Top of Stored data

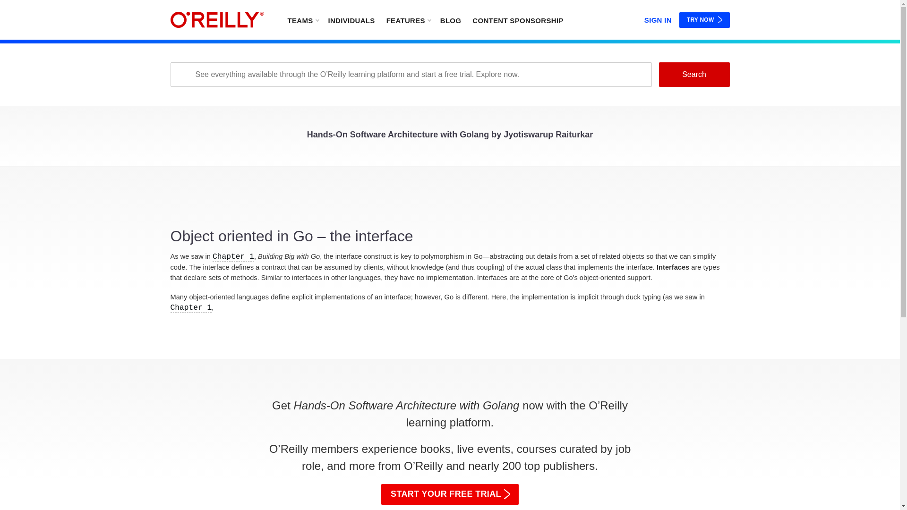  I want to click on CONTENT SPONSORSHIP, so click(518, 20).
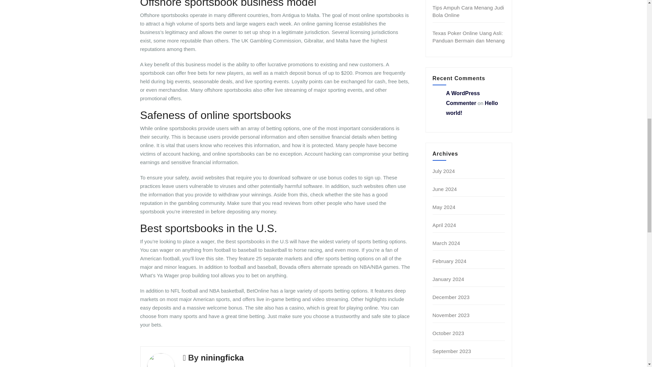 This screenshot has width=652, height=367. I want to click on Texas Poker Online Uang Asli: Panduan Bermain dan Menang, so click(468, 37).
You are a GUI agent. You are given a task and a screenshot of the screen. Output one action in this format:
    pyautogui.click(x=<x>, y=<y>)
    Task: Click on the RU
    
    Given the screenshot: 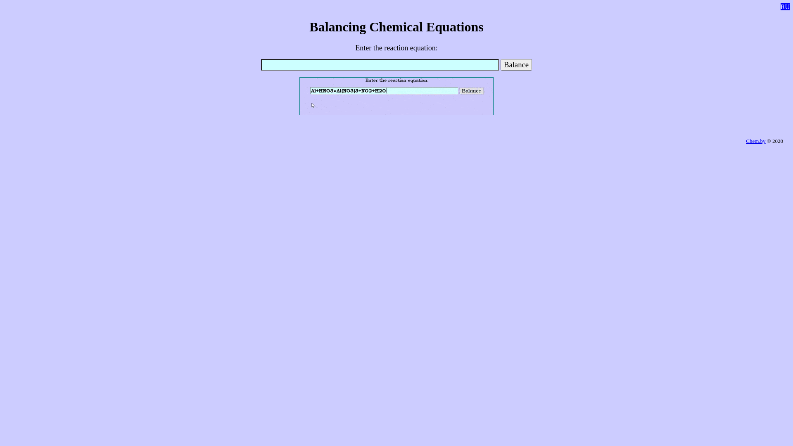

Bottom of Stored data

= Goal of the exercise =
What is needed is an exact restatement of every line from the line containing "pyautogui.click(x=<x>, y=<y>)" through the last line of the records, minus any pictures.

= Exercise solution =
    pyautogui.click(x=<x>, y=<y>)
    Task: Click on the RU
    
    Given the screenshot: 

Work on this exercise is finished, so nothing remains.